CLAIRE Davies will be more thankful than most on Mother's Day.
After all, her mum offered her the ultimate gift...a new kidney.
Her own dream of becoming a mother, however, had seemed hopeless.
But now, ten years after her life-saving transplant, she is celebrating - she is pregnant.
The 37-year-old Wheatley Primary School teacher said: "It's incredible. After seven years of trying and IVF I had given up all hope of becoming a mum. Now all my dreams have come true."
Tomorrow, Mrs Davies will celebrate Mother's Day with all her family.
She said: "Mother's Day is a special day, but I thank my mum every day for what's she's done for me."
Mrs Davies was just a teenager when she learned her kidneys were failing.
She said: "They told me to go to my GP and it was then I learned I had a condition where my body was basically attacking my kidneys.
"I felt fine, but they said my kidneys would eventually fail and I would need to go on dialysis and eventually have a transplant operation. It was horrendous."
During her years at university, Mrs Davies's condition was closely monitored and controlled by her doctors.
But during her first job as a teacher, at Rose Hill First School, she started vomiting. She knew her kidneys were dying.
She said: "I started peritoneal dialysis. A catheter tube was put in my stomach and four times a day I would drain a bag of fluid into it.
"I did this for four years - every day, wherever I was."
Shortly after her diagnosis, Mrs Davies's younger sister, Lucy, and their mother, Carole Newman, 63, also from Wheatley, were tested as prospective kidney donors.
Mrs Newman was a good match and volunteered as a donor. But her daughter resisted.
She said: "I was deeply worried by the thought of a transplant because it was a major operation and I didn't want my mum to have to go through it.
"Even so, my mum continued to try and persuade me, and when my kidneys started to pack up she basically said: "Come on Claire - let's do it."
On April 19, 1998, mother and daughter entered Oxford's Churchill Hospital.
Surgeons removed one of Mrs Newman's healthy kidneys and transplanted it into her daughter.
Both women went on to make full recoveries.
But while Mrs Davies's life was transformed by her new kidney, she was to experience a new heartache.
She said: "My husband Mark and I started trying for a baby soon after we married in 2000, but nothing happened.
"When doctors told me that my kidney failure and the dialysis had probably caused lots of internal scarring which could be affecting my fertility, I was heartbroken. We had always dreamed of having lots of children."
The couple embarked on IVF treatment, but this also failed. But just before Christmas last year, the 'impossible' happened.
She said: "When the pregnancy test said positive I did not believe it. Our baby is due on August 8.
"Having a baby inside me has emphasised even more what my mum did for me 10 years ago."
There are 67 people currently waiting for an organ transplant in Oxfordshire.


=== What you are asked to do ===
Except for the pictures, reproduce the records word for word.

[Start of Attachment]

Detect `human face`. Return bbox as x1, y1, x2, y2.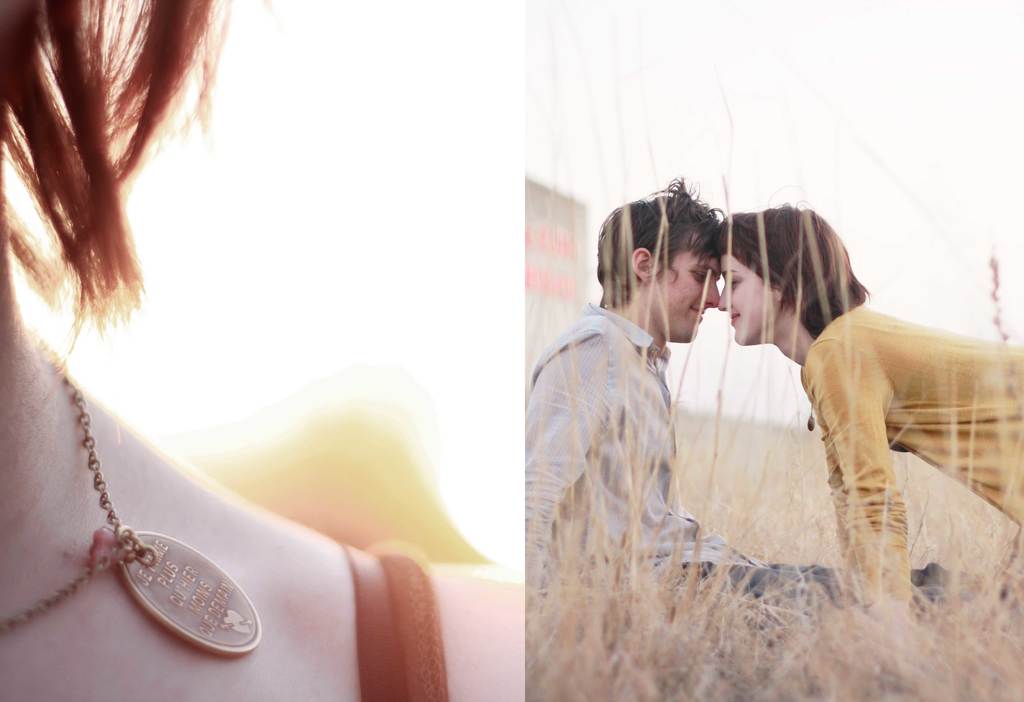
724, 250, 781, 349.
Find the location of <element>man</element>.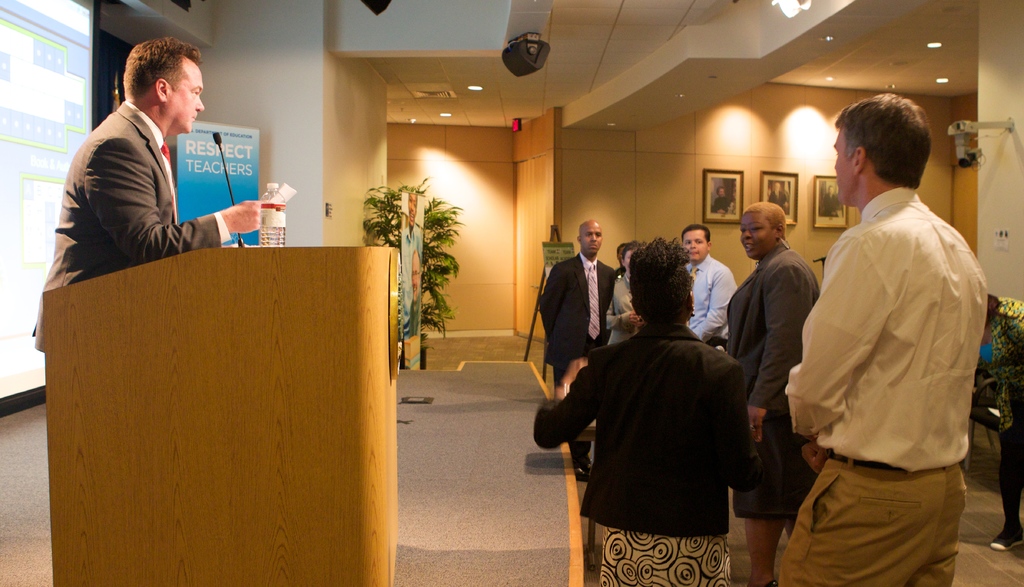
Location: {"x1": 547, "y1": 206, "x2": 630, "y2": 431}.
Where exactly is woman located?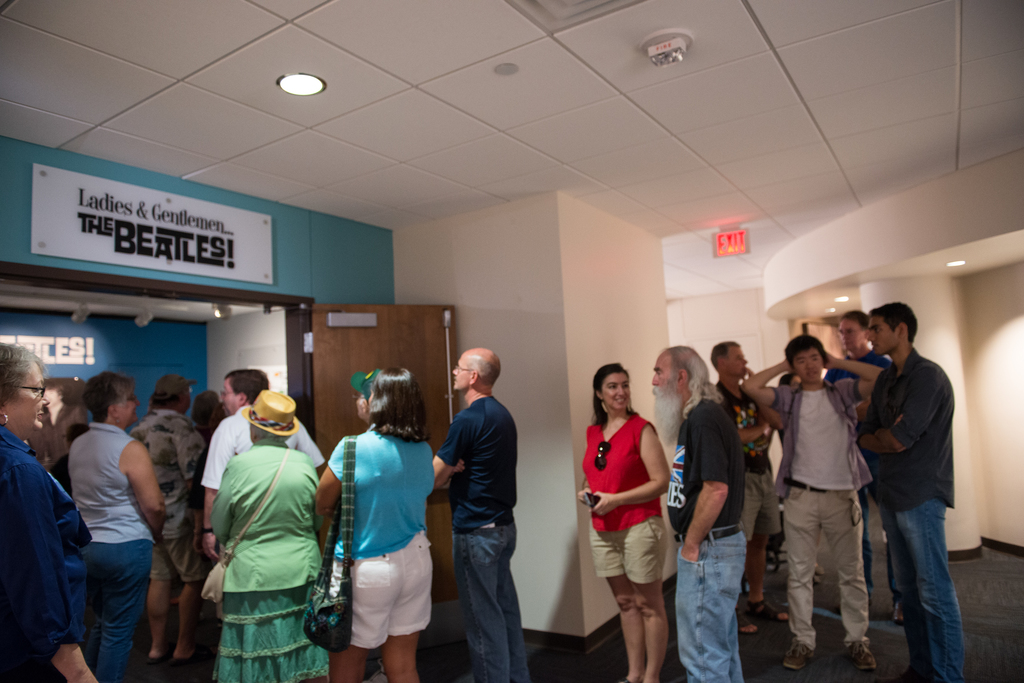
Its bounding box is bbox(579, 359, 674, 682).
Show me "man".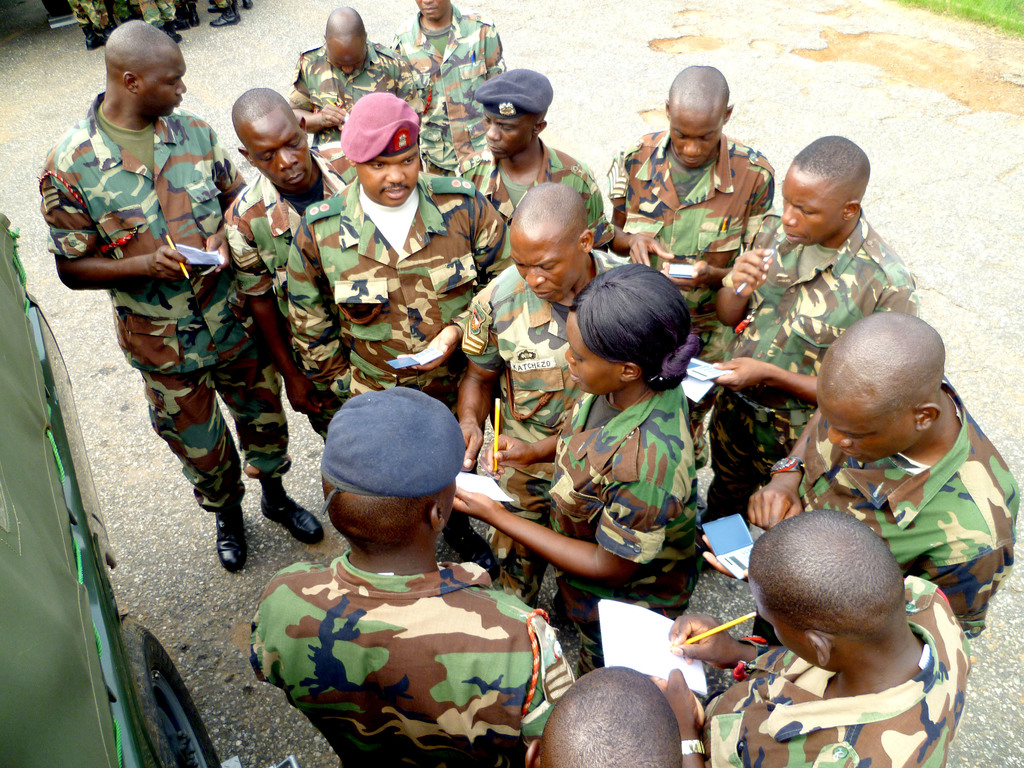
"man" is here: select_region(455, 63, 622, 248).
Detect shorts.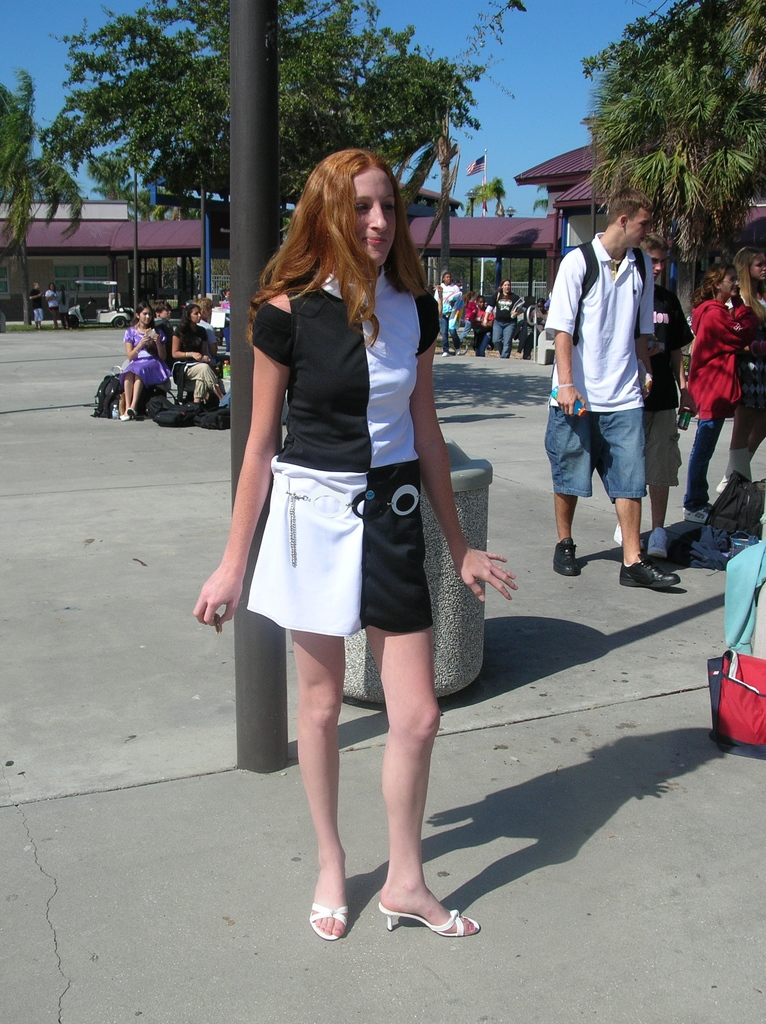
Detected at {"x1": 50, "y1": 305, "x2": 60, "y2": 310}.
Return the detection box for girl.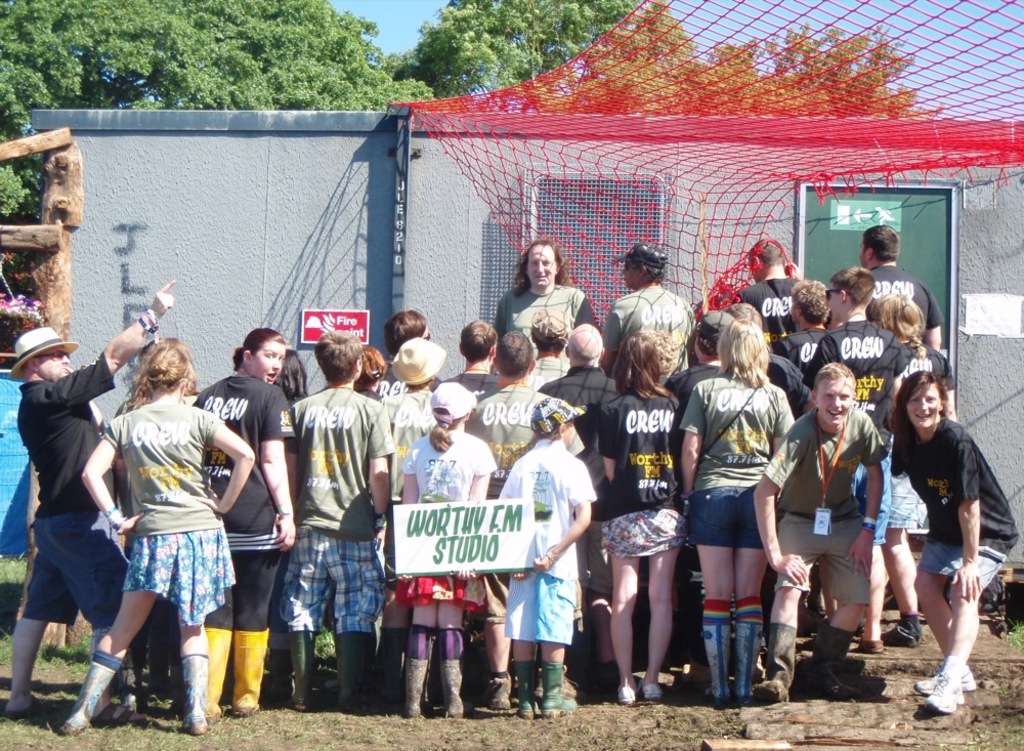
select_region(599, 328, 689, 701).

[End of Attachment]

=== Answer below ===
Detect `human face`. Return bbox as x1, y1, x2, y2.
724, 250, 781, 349.
Find the location of <element>man</element>.
Location: {"x1": 547, "y1": 206, "x2": 630, "y2": 431}.
Where exactly is woman located?
Its bounding box is bbox(579, 359, 674, 682).
Show me "man".
"man" is here: select_region(455, 63, 622, 248).
Detect shorts.
Detected at {"x1": 50, "y1": 305, "x2": 60, "y2": 310}.
Return the detection box for girl.
select_region(599, 328, 689, 701).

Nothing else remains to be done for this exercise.